Peter Foster under surveillance in Port Douglas with Che Che and Luigina. Picture: IFW Global Private Investigation
Peter Foster under surveillance in Port Douglas with Che Che and Luigina. Picture: IFW Global Private Investigation

“(Foster) hired an event management company and provided a VIP service to the client, a dinner and lots of pretty girls — basically made them feel like kings,” Gamble said.

“He used the client’s money to do it. That was the big sting.”

When “Mr Dawson” failed to turn up to a planned meeting in Melbourne, claiming he had to ­urgently travel to Estonia, the investor became suspicious. By then, he had handed over $2m and it was all gone.

“(Foster) made out that something had gone terribly wrong with the trader, and they unfor­tunately had lost everything,” Gamble said.

“But he said they would definitely make it up again and then he tried to get the client to put more and more money in.”

By pure chance, someone told the investor to call Gamble, who immediately realised who was behind it, after spending years in­vestigating Foster’s previous gambling scam.

“I said, ‘I know exactly who that person is, and it’s not Bill Dawson’,” Gamble said.

The investor sent Gamble audio recordings of his Zoom chats with “Mr Dawson”, and it was clear who was really talking.

“I nearly fell off my seat,” Gamble said. “I knew at that point, I’m now gonna get him arrested again.”

Gamble called NSW police, and fraud squad detectives launched the strike force.

In June, with the allegedly incriminating recording set to air in a podcast, The King of Sting, The Australian reported on Foster’s connection to Sport Predictions.

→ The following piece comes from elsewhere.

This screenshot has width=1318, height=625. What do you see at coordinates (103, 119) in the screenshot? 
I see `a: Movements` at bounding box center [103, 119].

Foster, an undischarged bankrupt, was at the time living in a $2000-a-week waterfront mansion at Ashmore and driving a $250,000 Bentley convertible with personalised number plates. He had a Rolls-Royce in his ­garage, but used a more discreet black Mercedes to get out of town.

“As soon as Sport Predictions was exposed in The Australian on the Saturday, he decided to leave the Gold Coast and take Bill Dawson with him,” Gamble said.

“He packed up and he left in a Mercedes with Dawson and another man who’s 80 years old and Foster’s two little dogs. They drove all the way up here to Port Douglas.”

Foster rented a villa near Four Mile Beach, driving back to the Gold Coast for a brief visit and then returning. He had a private chef in tow, identified through surveillance, who, Gamble said, was going to be the chef on the boat.

Gamble arrived in Port Douglas mid-July after a tip about Foster’s whereabouts, initially putting beaches under surveillance because Foster liked to walk his dogs.

Information came through that Foster was in touch with a local artist, who was put under watch.

“Foster turns up (at the artist’s) on a Sunday in the Mercedes,” he said. “That’s how we got him, then we followed him.

“Even since we’ve been here, he’s made a million dollars,” ­Gamble said.

David Murray
David MurrayNational Crime Correspondent

David Murray is The Australian's National Crime Correspondent. He was previously Crime Editor at The Courier-Mail and prior to that was News Corp's London-based Europe Correspondent. He is behind investigative podcasts The Lighthouse and Searching for Rachel Antonio and is the author of The Murder of Allison Baden-Clay.